Workers’ militancy during and after the First World War was sparked by activists who were already tiring of parliamentary reform and looked to the 1917 Russian Revolution. Fascist Oswald Mosley was defeated by the actions of revolutionaries and radical Jewish organisations, not Labour.
Labour was marginal to the mass strikes of the early 1970s—and the target of strikes at the end of the decade. Labour leaders spurned the miners’ strike of 1984-5. The great anti-war movement from 2001 was directed against Labour prime minister Tony Blair’s lies and blood pacts with the US.
The actions of ordinary people are the source of the most important changes in society. The Black Lives Matter protests did more to highlight systematic racism and win reforms than any number of election campaigns. The school students’ strikes, Extinction Rebellion and the mobilisations at Cop26 put climate chaos centre stage far more than all the elite and politicians’ conferences.
It is strikes and mass and militant protests that offer hope. Sometimes revolutionaries stand in elections. But what matters is which form of action dominates and disciplines the other.

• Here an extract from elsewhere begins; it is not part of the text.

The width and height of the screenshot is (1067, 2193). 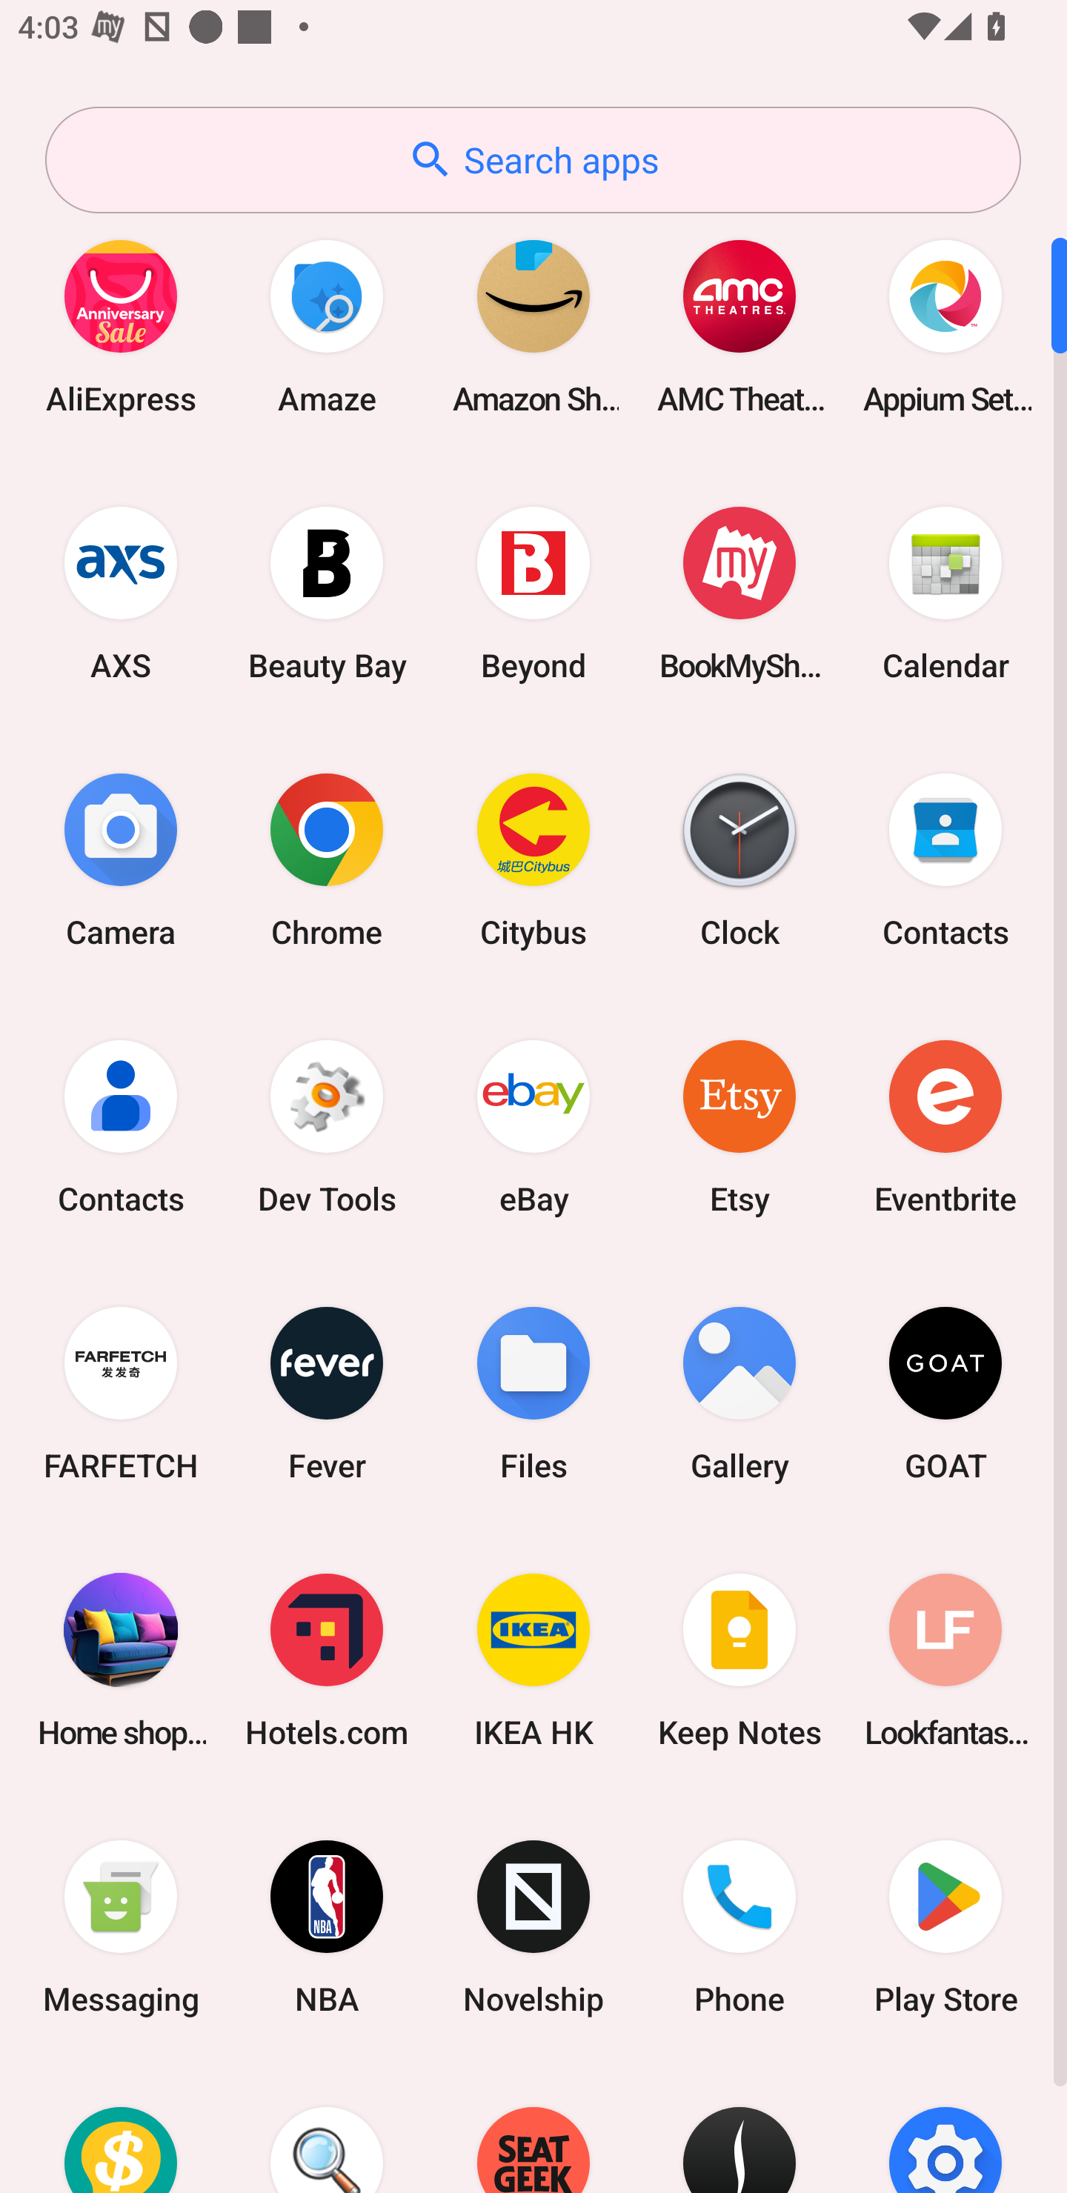 What do you see at coordinates (533, 860) in the screenshot?
I see `Citybus` at bounding box center [533, 860].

That’s why the great Polish-German revolutionary Rosa Luxemburg wrote in 1900, “People who pronounce themselves in favour of the method of legislative reform in place and in contradistinction to the conquest of political power and social revolution, do not really choose a more tranquil, calmer and slower road to the same goal, but a different goal.

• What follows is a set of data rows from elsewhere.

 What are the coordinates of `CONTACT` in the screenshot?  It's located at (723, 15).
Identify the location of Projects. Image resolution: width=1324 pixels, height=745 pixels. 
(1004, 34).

“Instead of taking a stand for the establishment of a new society they take a stand for surface modifications of the old society.” That’s why the SWP focuses on organising the battles from the base of society.
Doesn’t politics divide working class struggles, such as strikes?
We want to unite in struggle against the Tories and the bosses. And that means fighting on the same side even when we disagree politically. We’re not going to divide the picket line between those who like Keir Starmer and those who loathe him. Or between those who agree with migrants’ rights and those who have doubts.
But we don’t avoid politics even when the struggle is at its height. It’s crucial to take up issues such as sexism, racism and homophobia because oppression divides the working class. Rotten ideas divide workers, not arguing against those ideas.
Sometimes taking up such arguments can be uncomfortable— it’s always easier to pretend you didn’t hear some backward remark. Part of the strength of being in a revolutionary party is that it gives you the arguments to win over other people. It asks every member to be the champion of all the oppressed and exploited.
You are too small to make a difference.
It’s true the SWP is a few thousand people up against the state, the bosses and global capitalism. That’s quite a task. But revolutionary parties will always be relatively small when there is a generally low level of struggle. And they can grow quickly when strikes and mass movements take off.
That’s not inevitable. In every new movement there are battles over tactics and strategy. The common sense of society often makes people move first to change inside the system as it exists.
They have to be won over through experience and argument—and organisation makes that possible. A few thousand of us can make a difference now. We can work with others to build an anti-racist organisation, supporting and encouraging workplace resistance, arguing against capitalism and agitating for a socialist society.
The far right and the fascists would be much bigger in Britain now if it were not for the work that the SWP has done in broader campaigns. Our activists in the unions have pushed for more struggles and solidarity. We need a party that can fight over immediate questions, but will also think always of the battle to change the whole of society through socialist revolution.